“Oh, by the way,” he went on, “your artist friend—”

“Which artist friend?” Magda interrupted almost rudely. She was moved by a perfectly irrational impulse to stop him, to delay what he had to say.

“Why, Quarrington—Michael Quarrington. It seems he has married a Spanish woman—a rather lovely person who had been sitting to him for one of his pictures. That’s the latest bit of news.”

For an instant it seemed to Magda as though the whole world stood still—gripped in a strange, soundless stillness like the catastrophic pause which for an infinitesimal space of time succeeds a bad accident. Then she heard herself saying:

“Really? Where did you hear that?”

“Oh, there’ve been several rumours of a beautiful Spaniard whom he has been using as a model. The Arlingtons were travelling in Spain and saw her. Mrs. A. said she was a glorious creature—a dancer. And the other day I saw in one of the papers—the Weekly Gossip I think it was—that he’d married her.”

The carelessly spoken words drove at Magda with the force of utter certainty. It was true, then—quite true! The fact that the Spaniard had been a dancer gave an irrefutable reality to the tale; Michael so worshipped every form of dancing.

“Never give your heart to any man.” Her mother’s last cynical warning beat in Magda’s brain with a dull iteration that almost maddened her. She put her hand up to her throat, feeling as if she were choking.

Then, dimly, as though from a great way off, she heard Antoine’s voice again:

“I’m glad Quarrington’s married. He was the man who saved you in the fog—you remember?—and I’ve always been afraid you might get to care for him.”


Aim of the task - Copy out every entry, keeping each character the same.

(Interface dataset entries)
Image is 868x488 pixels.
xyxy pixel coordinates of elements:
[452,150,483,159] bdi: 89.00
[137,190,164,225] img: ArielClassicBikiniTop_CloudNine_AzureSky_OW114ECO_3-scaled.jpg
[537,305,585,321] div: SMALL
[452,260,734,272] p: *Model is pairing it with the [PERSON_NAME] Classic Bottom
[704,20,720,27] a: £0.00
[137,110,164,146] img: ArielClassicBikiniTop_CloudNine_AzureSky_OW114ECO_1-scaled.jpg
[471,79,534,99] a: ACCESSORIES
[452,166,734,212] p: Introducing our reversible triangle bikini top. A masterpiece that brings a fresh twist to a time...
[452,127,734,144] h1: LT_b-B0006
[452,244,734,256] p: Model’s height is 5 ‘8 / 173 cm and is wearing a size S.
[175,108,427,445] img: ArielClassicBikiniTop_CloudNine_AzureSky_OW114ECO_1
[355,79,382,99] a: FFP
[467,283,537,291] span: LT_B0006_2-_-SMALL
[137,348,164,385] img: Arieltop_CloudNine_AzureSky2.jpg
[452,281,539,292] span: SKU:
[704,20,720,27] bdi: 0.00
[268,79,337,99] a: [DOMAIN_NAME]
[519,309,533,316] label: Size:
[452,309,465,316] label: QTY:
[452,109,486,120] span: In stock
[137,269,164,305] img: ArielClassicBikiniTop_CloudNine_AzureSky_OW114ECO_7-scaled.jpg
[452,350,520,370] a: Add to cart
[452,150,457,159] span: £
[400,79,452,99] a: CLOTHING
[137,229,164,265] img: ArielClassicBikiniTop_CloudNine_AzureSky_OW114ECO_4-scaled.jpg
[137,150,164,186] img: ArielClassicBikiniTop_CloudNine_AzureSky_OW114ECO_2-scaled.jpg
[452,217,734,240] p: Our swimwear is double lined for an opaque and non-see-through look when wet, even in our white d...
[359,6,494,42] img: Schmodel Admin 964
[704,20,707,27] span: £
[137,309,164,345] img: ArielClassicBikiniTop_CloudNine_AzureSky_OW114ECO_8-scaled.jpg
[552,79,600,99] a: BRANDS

Reply -
Image is 868x488 pixels.
xyxy pixel coordinates of elements:
[452,150,483,159] bdi: 89.00
[137,190,164,225] img: ArielClassicBikiniTop_CloudNine_AzureSky_OW114ECO_3-scaled.jpg
[537,305,585,321] div: SMALL
[452,260,734,272] p: *Model is pairing it with the [PERSON_NAME] Classic Bottom
[704,20,720,27] a: £0.00
[137,110,164,146] img: ArielClassicBikiniTop_CloudNine_AzureSky_OW114ECO_1-scaled.jpg
[471,79,534,99] a: ACCESSORIES
[452,166,734,212] p: Introducing our reversible triangle bikini top. A masterpiece that brings a fresh twist to a time...
[452,127,734,144] h1: LT_b-B0006
[452,244,734,256] p: Model’s height is 5 ‘8 / 173 cm and is wearing a size S.
[175,108,427,445] img: ArielClassicBikiniTop_CloudNine_AzureSky_OW114ECO_1
[355,79,382,99] a: FFP
[467,283,537,291] span: LT_B0006_2-_-SMALL
[137,348,164,385] img: Arieltop_CloudNine_AzureSky2.jpg
[452,281,539,292] span: SKU:
[704,20,720,27] bdi: 0.00
[268,79,337,99] a: [DOMAIN_NAME]
[519,309,533,316] label: Size:
[452,309,465,316] label: QTY:
[452,109,486,120] span: In stock
[137,269,164,305] img: ArielClassicBikiniTop_CloudNine_AzureSky_OW114ECO_7-scaled.jpg
[452,350,520,370] a: Add to cart
[452,150,457,159] span: £
[400,79,452,99] a: CLOTHING
[137,229,164,265] img: ArielClassicBikiniTop_CloudNine_AzureSky_OW114ECO_4-scaled.jpg
[137,150,164,186] img: ArielClassicBikiniTop_CloudNine_AzureSky_OW114ECO_2-scaled.jpg
[452,217,734,240] p: Our swimwear is double lined for an opaque and non-see-through look when wet, even in our white d...
[359,6,494,42] img: Schmodel Admin 964
[704,20,707,27] span: £
[137,309,164,345] img: ArielClassicBikiniTop_CloudNine_AzureSky_OW114ECO_8-scaled.jpg
[552,79,600,99] a: BRANDS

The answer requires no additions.